The company’s brick-and-mortar stores still feature plenty of shoes, but it also understands that people no longer want an overwhelming shopping experience. Customers buy into a lifestyle and Foot Locker’s stores are a critical component in helping its shoe brands tell their stories. Walls are no longer stacked floor to ceiling with sneakers on display. Instead, locations have in-store sections that appeal to those lifestyles, such as House of Hoops, a basketball-focused concept that pairs premium court sneakers with t-shirts and other athletic wear.
The key is to find appropriate apparel and accessories that set the tone and connect to the shoes. After all, most consumers don’t drop $200 on a new pair of Jordans and then buy a $5 tee shirt. “It’s all designed to be complementary to the business of selling sneakers,” Johnson says.
Telling Stories
Buying decisions also involve a lot more voices today.
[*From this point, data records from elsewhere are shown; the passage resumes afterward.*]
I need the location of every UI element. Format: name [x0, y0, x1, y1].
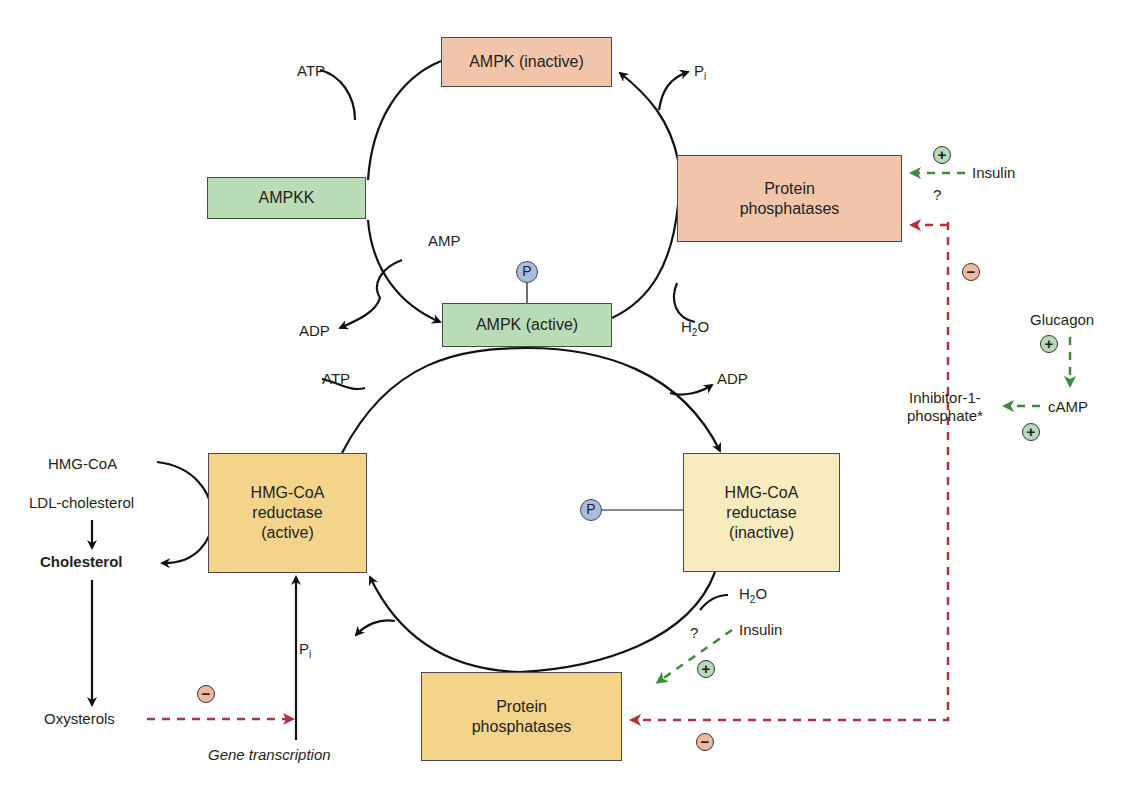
- protein-phosphatases-bottom-label: Protein phosphatases: [472, 697, 572, 737]
- protein-phosphatases-top-label: Protein phosphatases: [738, 179, 841, 219]
- ampk-active-box: AMPK (active): [442, 303, 612, 347]
- pi-label: Pi: [694, 62, 706, 86]
- h2o-label: H2O: [681, 318, 709, 342]
- inhibition-icon: −: [696, 733, 714, 751]
- h-text: H: [681, 318, 692, 335]
- glucagon-label: Glucagon: [1030, 311, 1094, 329]
- cholesterol-label: Cholesterol: [40, 553, 123, 571]
- pi-label: Pi: [299, 640, 311, 664]
- question-mark: ?: [690, 624, 698, 642]
- inhibition-icon: −: [197, 685, 215, 703]
- pi-subscript: i: [309, 649, 311, 660]
- h-text: H: [739, 585, 750, 602]
- protein-phosphatases-bottom-box: Protein phosphatases: [421, 672, 622, 761]
- stimulation-icon: +: [933, 146, 951, 164]
- hmgcoa-reductase-inactive-label: HMG-CoA reductase (inactive): [712, 483, 811, 543]
- o-text: O: [755, 585, 767, 602]
- inhibition-icon: −: [962, 263, 980, 281]
- stimulation-icon: +: [1040, 335, 1058, 353]
- adp-label: ADP: [299, 322, 330, 340]
- inhibitor-line1: Inhibitor-1-: [909, 389, 981, 406]
- ampk-inactive-box: AMPK (inactive): [441, 37, 612, 87]
- inhibitor-1-phosphate-label: Inhibitor-1-phosphate*: [907, 389, 983, 425]
- phosphate-icon: P: [580, 499, 602, 521]
- h2o-label: H2O: [739, 585, 767, 609]
- protein-phosphatases-top-box: Protein phosphatases: [677, 155, 902, 242]
- o-text: O: [697, 318, 709, 335]
- oxysterols-label: Oxysterols: [44, 710, 115, 728]
- hmgcoa-label: HMG-CoA: [48, 455, 117, 473]
- insulin-label: Insulin: [739, 621, 782, 639]
- pi-text: P: [694, 62, 704, 79]
- atp-label: ATP: [297, 62, 325, 80]
- ampkk-label: AMPKK: [258, 188, 314, 208]
- stimulation-icon: +: [1022, 423, 1040, 441]
- camp-label: cAMP: [1048, 398, 1088, 416]
- insulin-label: Insulin: [972, 164, 1015, 182]
- amp-label: AMP: [428, 232, 461, 250]
- inhibitor-line2: phosphate*: [907, 407, 983, 424]
- ldl-cholesterol-label: LDL-cholesterol: [29, 494, 134, 512]
- stimulation-icon: +: [697, 660, 715, 678]
- pi-text: P: [299, 640, 309, 657]
- hmgcoa-reductase-active-label: HMG-CoA reductase (active): [237, 483, 338, 543]
- ampkk-box: AMPKK: [207, 177, 366, 219]
- gene-transcription-label: Gene transcription: [208, 746, 331, 764]
- phosphate-icon: P: [516, 261, 538, 283]
- hmgcoa-reductase-inactive-box: HMG-CoA reductase (inactive): [683, 453, 840, 572]
- atp-label: ATP: [322, 370, 350, 388]
- ampk-inactive-label: AMPK (inactive): [469, 52, 584, 72]
- question-mark: ?: [933, 186, 941, 204]
- ampk-active-label: AMPK (active): [476, 315, 578, 335]
- hmgcoa-reductase-active-box: HMG-CoA reductase (active): [208, 453, 367, 573]
- adp-label: ADP: [717, 370, 748, 388]
- pi-subscript: i: [704, 71, 706, 82]
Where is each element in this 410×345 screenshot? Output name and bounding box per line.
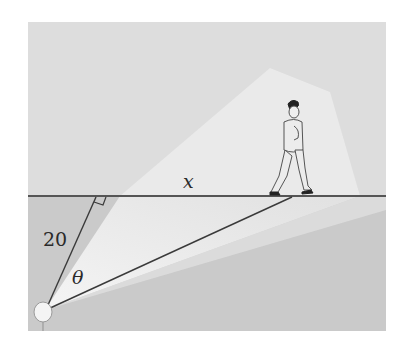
searchlight-diagram: x 20 θ — [0, 0, 410, 345]
label-distance-20: 20 — [43, 230, 67, 249]
diagram-canvas — [0, 0, 410, 345]
label-x: x — [183, 172, 194, 191]
label-theta: θ — [72, 268, 83, 287]
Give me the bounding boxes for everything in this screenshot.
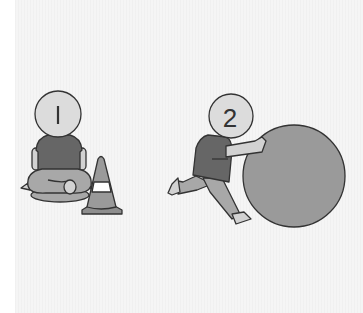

Consumers don’t come in, try on a few pairs and make a decision. Sometimes, they’ll pick out two finalists, slip one shoe on the left foot and its competitor on the right, then Tweet out of photo and ask their followers to decide. Johnson says stores must be participants in those interactions, and sales associations are trained to engage with customers on that level. “We want to be part of the conversation with our consumers,” he says.
The company has been rolling out these storytelling concepts to its stores for several years, but its new flagship store in Manhattan is the culmination of those ideals. In August, Foot Locker celebrated the reopening of its location in New York’s Herald Square following a massive redesign that granted individual spaces to several brands, including Nike, adidas, Under Armour and Puma. “It is a combination of brand space which really allows the great stories our vendor partners have to tell to come alive under one roof,” Johnson says.
Foot Locker worked with shoemakers to create the in-store concepts and develop the cross-category product offerings. “The build-out and connectivity with the brands and their co-investment with us in the flagship spaces has really created an environment that fits our core consumer,” Johnson adds.
Bucking a Trend
By creating retail environments that connect to consumers, Foot Locker has fought off the declines experienced by other mall retailers. Real-estate research firm Green Street Advisors released a report last spring that determined department stores needed to close about 800 stores across the country to return to the same sales per square foot productivity they had in 2006. The potential loss of a fifth of the country’s mall anchor store space has concerned the industry – especially since major retailers like Sears and Macy’s have already dropped locations.
However, Johnson says traffic at Foot Locker stores is actually up and credits that success to the company’s ability to excite consumers. “We make people happy,” he says. “They leave our stores with a bag, they have a fresh pair of kicks that they get to wear at school and show it off.”